ASSIGNED TASK: In your copy, reproduce the entries exactly as they are, minus the images.

(INPUT begins)

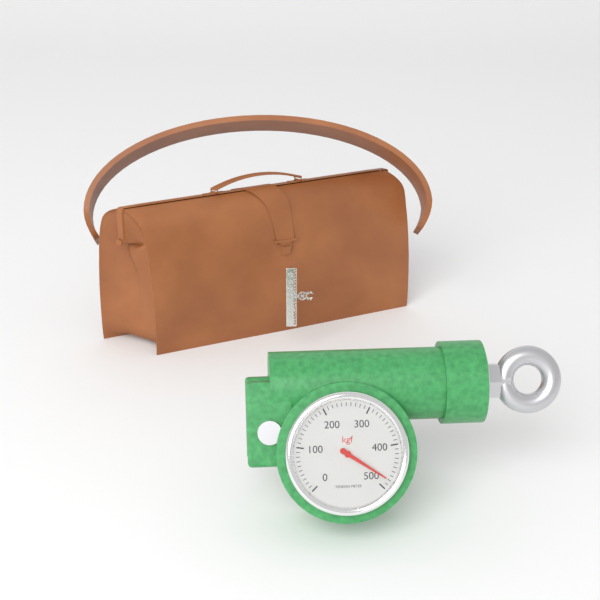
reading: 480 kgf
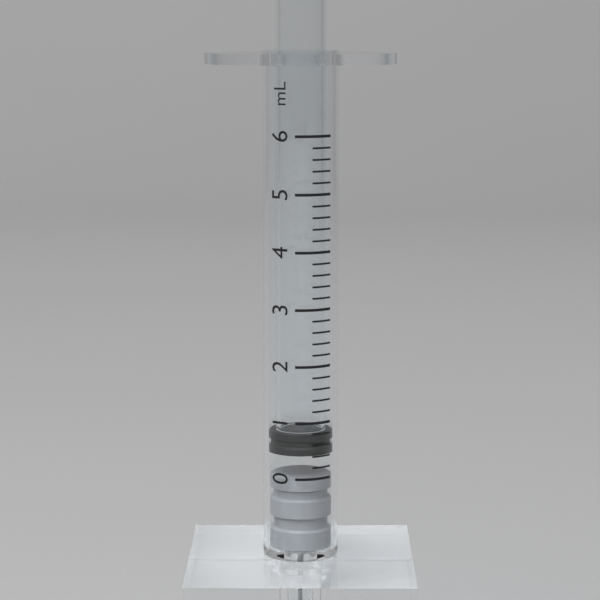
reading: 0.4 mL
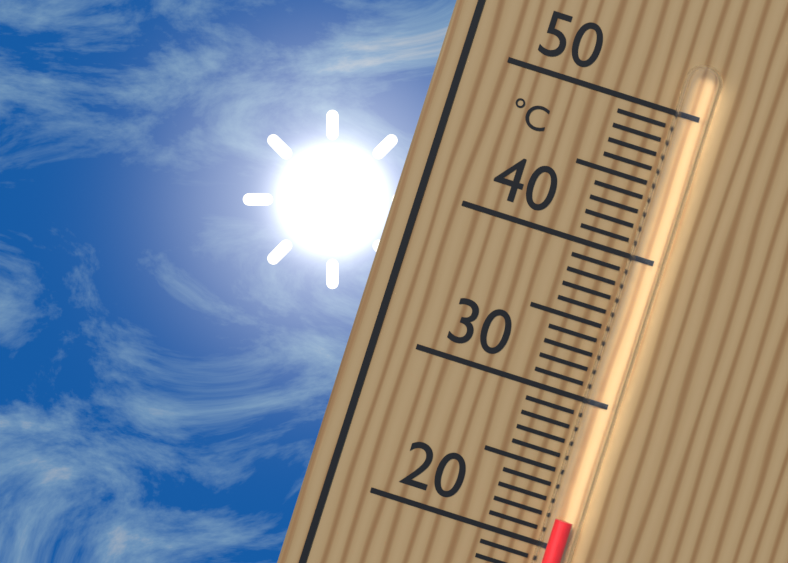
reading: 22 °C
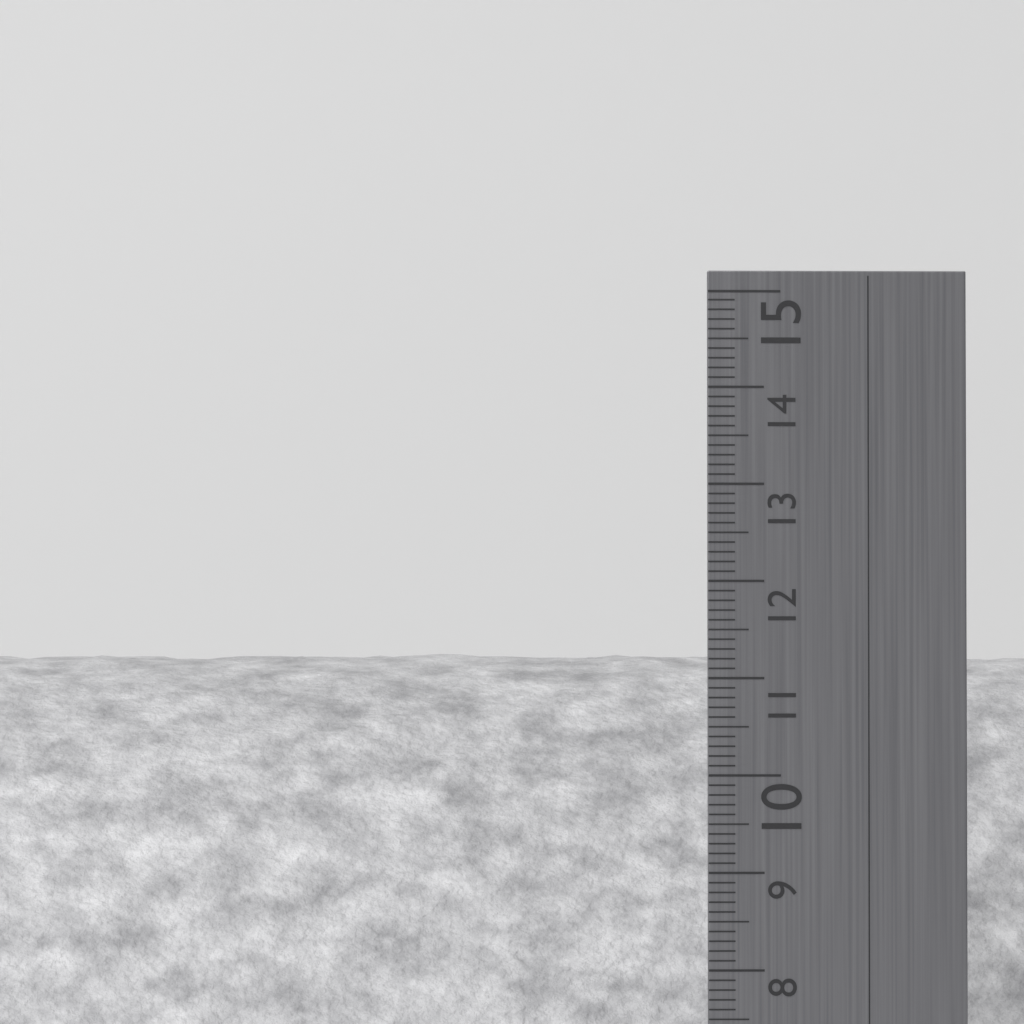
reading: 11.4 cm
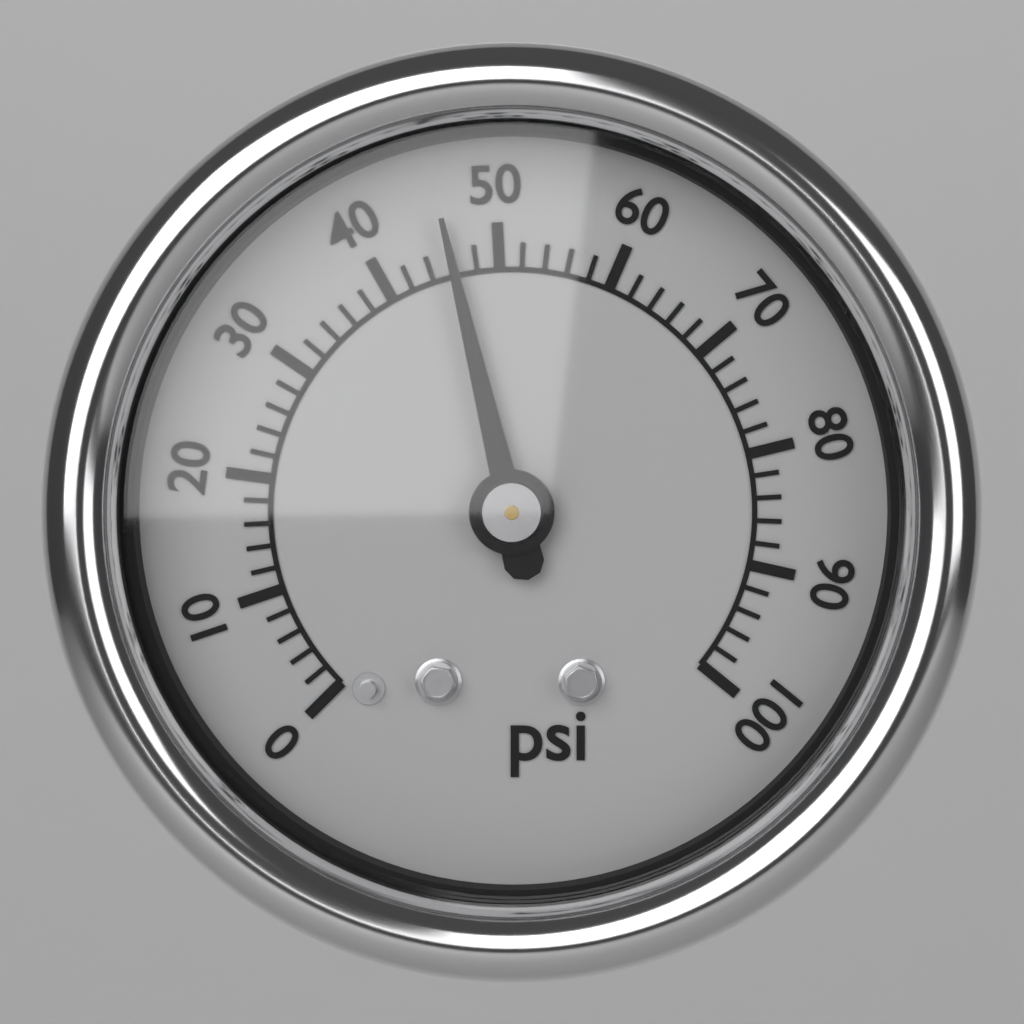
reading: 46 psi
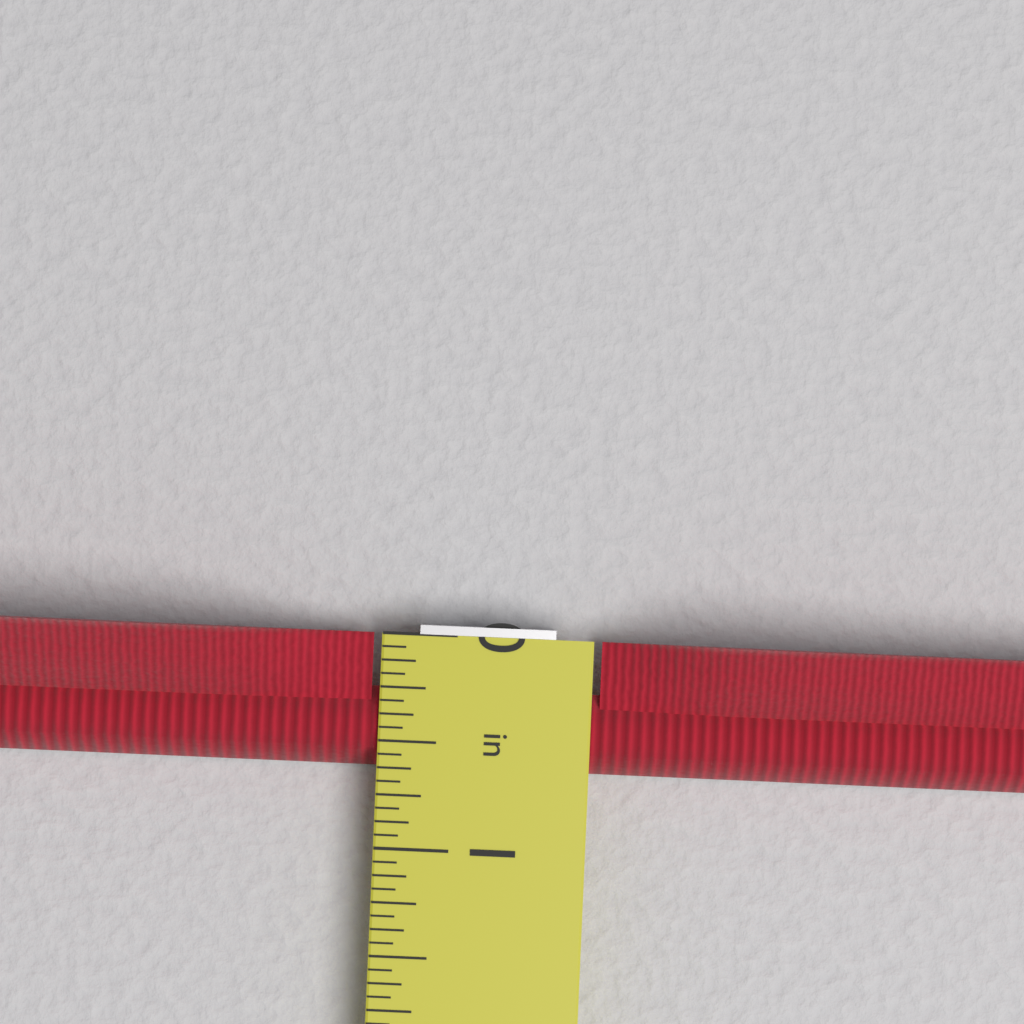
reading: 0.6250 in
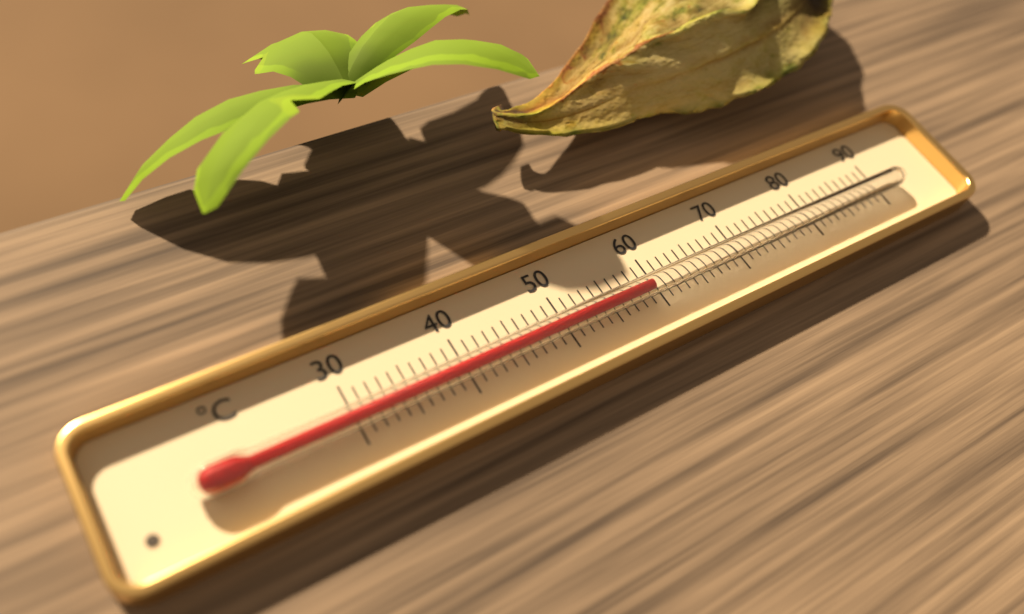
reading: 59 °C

(INPUT ends)

COMPLETED TASK:
reading: 480 kgf
reading: 0.4 mL
reading: 22 °C
reading: 11.4 cm
reading: 46 psi
reading: 0.6250 in
reading: 59 °C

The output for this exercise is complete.